Much of the problem was due to mark-to-market accounting. While it may work well within a one or two standard deviation event, it breaks down, and actually accentuates problems, when the world faces market liquidity and pricing issues on the severe tails of the distribution. A $300 billion problem of bad loans has morphed into disaster three or four times as large. In addition, mistakes by the federal government in the early going of the current crisis, which included not suspending mark-to-market accounting rules, made U.S. financial market problems much worse.


MY VIEW OF WHAT has happened is completely different from the conventional view. Market pundits argued that when oil prices rose above $40 a barrel, the consumer would be wiped out. But oil went to $60, $80, and eventually $148. Yes, car sales suffered, but overall consumer spending continued to rise. It was in September, when panic over the viability of the banking system set in, that consumer spending was undermined. And by that time oil prices were falling sharply.

Another fear was that slumping housing prices would undermine consumer spending. This did not happen either. And still others have argued that the world is so wildly leveraged that an unwinding of this would create financial market mayhem. Nouriel Roubini, one of the most bearish forecasters around, predicted that it was going to get so bad that governments around the world would eventually be forced to close financial markets for a week.

The odds of this actually happening are very remote. What finally killed the consumer was not high oil prices (even though it did hurt car sales), or falling house prices, or tightened credit markets. What finally killed the consumer was fear. Fear that money market funds and bank accounts were not safe. Fear that credit would not be available. Fear that stock prices would continue to plummet.

The good news is that this fear will not last long. The bailout scheme put in place by the government, especially the support of the commercial paper market in late October by the Fed, has stopped the deterioration of the banking system and begun to firm up asset prices. It would have been easier and cheaper to suspend fair value accounting rules, but the government would not do that.

Don’t misunderstand: mark-to-market accounting should still be suspended; but that would be gravy at this point. Within the artificial accounting restraints the government has created, enough money has finally been injected to contain the problem.

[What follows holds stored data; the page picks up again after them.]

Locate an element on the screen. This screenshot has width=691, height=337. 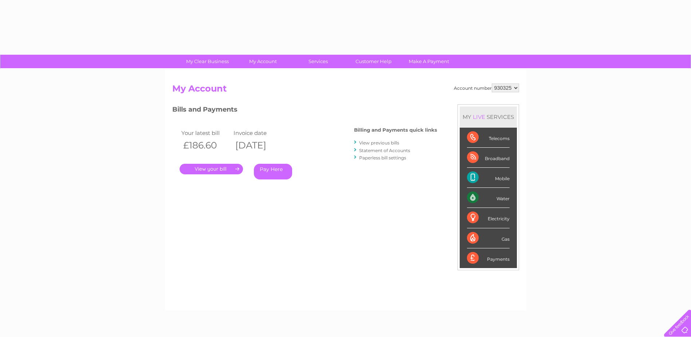
a: Make A Payment is located at coordinates (429, 61).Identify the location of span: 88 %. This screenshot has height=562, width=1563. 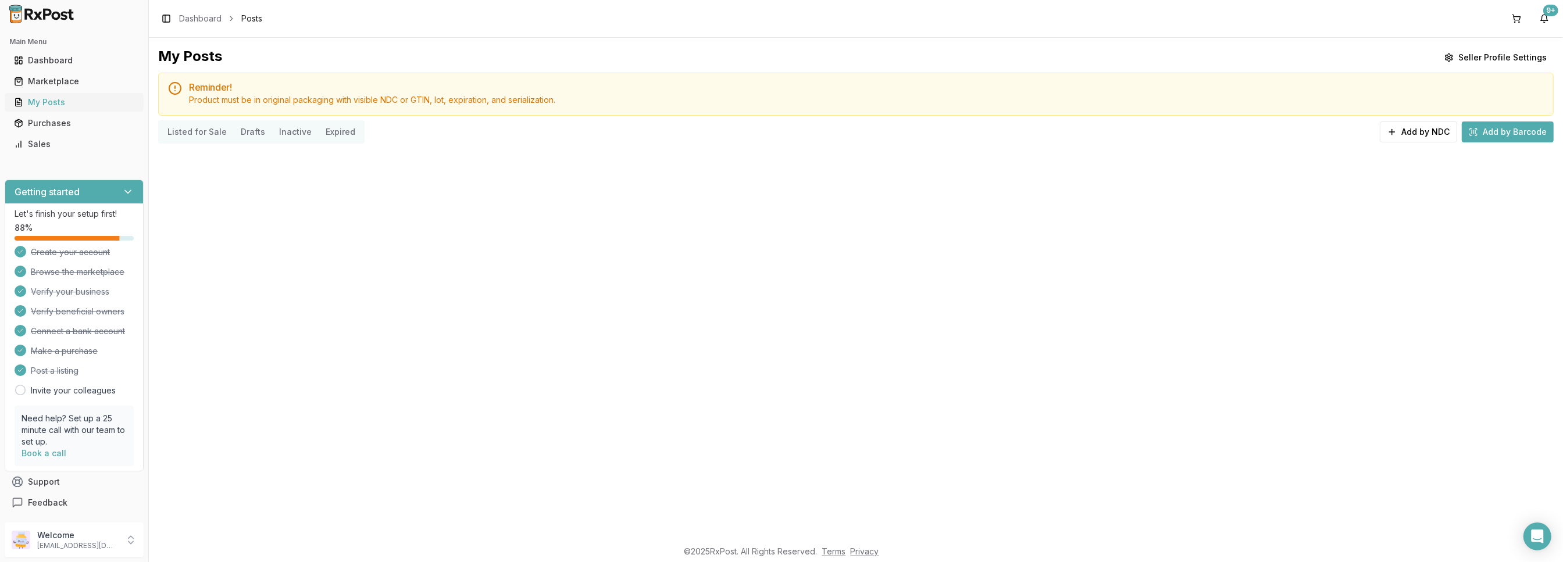
(23, 228).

STILL, IT IS CLEAR that many do not share this optimism. And why should they? Short-sellers have made a bundle in recent months. But we are now at a point of over-confidence on the short side. Irrational pessimism has set in, and just like a bubble to the upside, this downside bubble must eventually burst.

The short-sellers and pessimists were right about a recession and large stock market declines, but for the wrong reasons. The markets fell apart because of accounting rules and ham-handed government intervention, and this is what undermined confidence and led to a drop in consumer spending.

The key thing to remember is that while the U.S. financial system may have taken a beating, it has not completely broken down. The Great Depression was caused by a massive deflation and the destruction of money as thousands of banks failed. Today, the Federal Reserve has more than doubled its balance sheet to a whopping $2 trillion and the Treasury has drawn a line in the sand, essentially taking any more large bank failures (for accounting reasons alone) off the table.

And every time the Fed injects money into the system, the economy reacts. The money will find its way into the economy and a sharp recovery in spending will begin quite quickly. And when the velocity of money actually increases, the injection of money into the system will be like gasoline on a fire.

When that happens, short-sellers will have nowhere to run. But because they have grown overconfident, it will take some time before they fully capitulate. In the process, the markets could have a spectacular run to the upside. Already, we have seen this in Japan, where the Nikkei rose 26 percent in just three days. Look for a “melt up” in the months ahead as irrational pessimism finally must give way to reality.